Ezhno let Mato read for a couple of hours. While Mato read, Ezhno engraved a little plaque with Mato’s name on it. This was added to the group of trail masters who knew the secret lore.
Then they went to hunt.
“Look!” Ezhno said, pointing uphill to the north.
Mato looked. There was nothing there. Just shrubs and grasses waving in the breeze.
Except.
Some of the grasses looked different than the others.
“Come. Those are honey worms.”
Honey worms turned out to be a cross between a worm and a bee. They burrowed in the ground and had long, pink bodies. They also had a nasty sting for anything that disturbed their nest.
Ezhno rushed to the edge of the worm’s territory, and Mato took position to his right. The nearest worm struck at him, like a snake, but with a single sharp barb instead of fangs. Mato stepped back, decapitated the worm, and felt something strike him in the back of his right calf.
The agony nearly grounded him. Tears flooded his eyes, and his leg locked up. He managed to stagger around only to see Ezhno finish that worm.
He turned back to the hive and swung his sword just in time to stop two more strikes. Then another hit him in his left side. He fell, and more hit him in the head, shoulders, and body.
Darkness.
* * *
“Come on, Mato. Drink up,” Ezhno said.
Mato felt a hand grip his jaw, then water drizzled into his mouth. Knowing what it was, he did his best to swallow.
His head hurt. When he tried to breathe his lungs made horrible whistling noises. He tried to reach down and scratch his leg, only to find that his armpit was swollen like a woman’s breast.
Ezhno put paste on each of his fourteen stings, and made him drink ten cups of healing water. They filled all four of their water skins with worm honey, and both of their shade cloths as well. The shade cloths leaked the whole way back, but there was still some honey left for the seekers.

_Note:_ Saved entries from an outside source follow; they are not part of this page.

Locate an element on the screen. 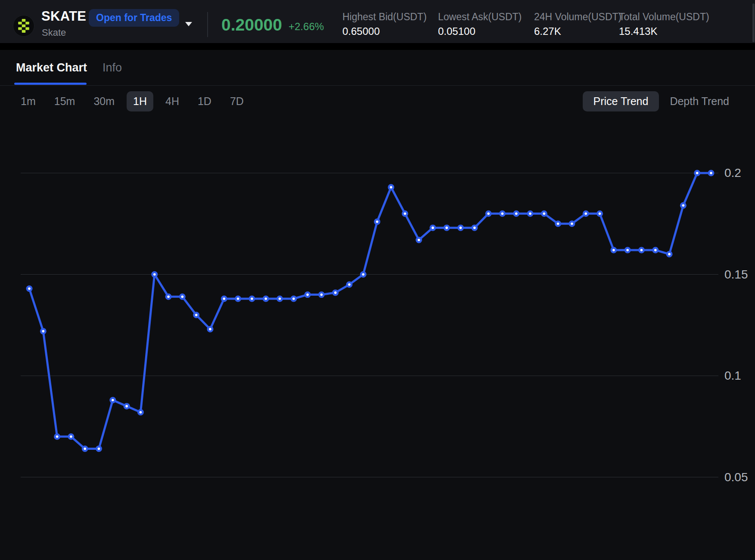 Image resolution: width=755 pixels, height=560 pixels. y-axis-label: 0.2 is located at coordinates (733, 173).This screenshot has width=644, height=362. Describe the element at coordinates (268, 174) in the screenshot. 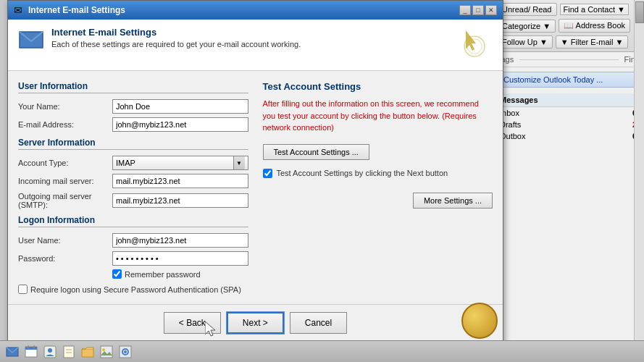

I see `test-next-checkbox` at that location.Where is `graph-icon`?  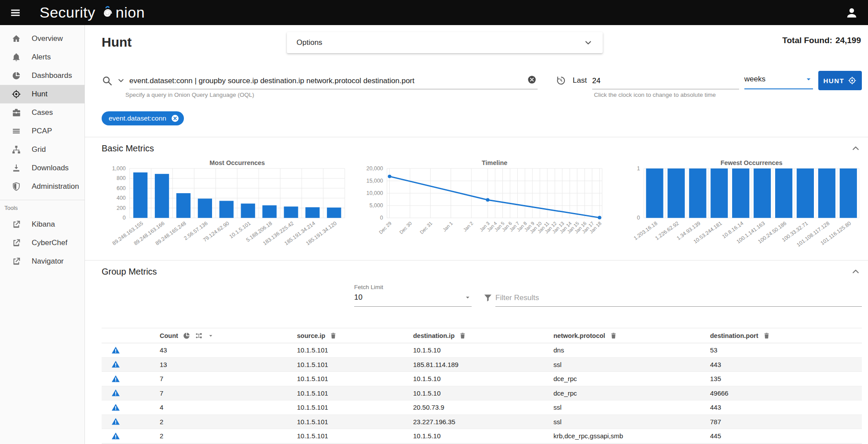 graph-icon is located at coordinates (199, 336).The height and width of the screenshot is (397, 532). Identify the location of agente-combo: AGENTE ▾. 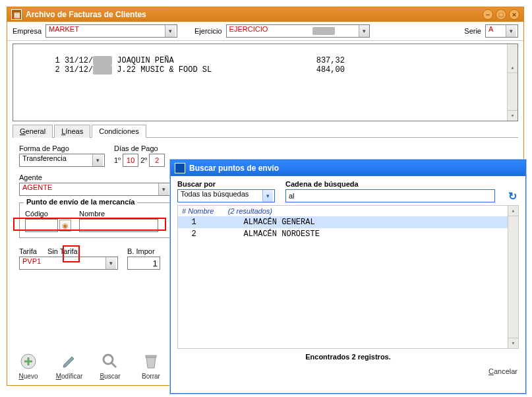
(95, 189).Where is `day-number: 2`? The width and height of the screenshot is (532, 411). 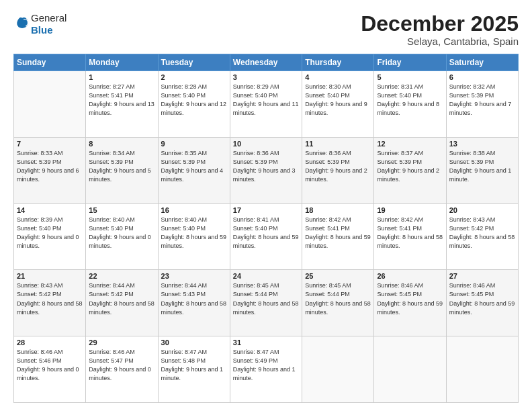
day-number: 2 is located at coordinates (194, 77).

“You look horrible,” Tupi said.
“Mumph phiss hutts,” Mato said.
Tupi turned to Ezhno.
“He says his face hurts, which is strange, because his face is about the only place he didn’t get stung.”
Tupi sniffed. “Worm honey?”
“Indeed,” Ezhno smiled.
Honey worms made a thick goo from prey above and below the surface. It tasted like the gravy from the grill after frying mushrooms and fatty meat.
Every seeker got a few spoonfuls to put in a water skin, and then they shook the skin to blend the honey with water. What was left was a satisfying broth. For the first time in several days the entire cohort went to sleep with full bellies.
Not only that, ten of the seekers had completed their trials, and nine had passed.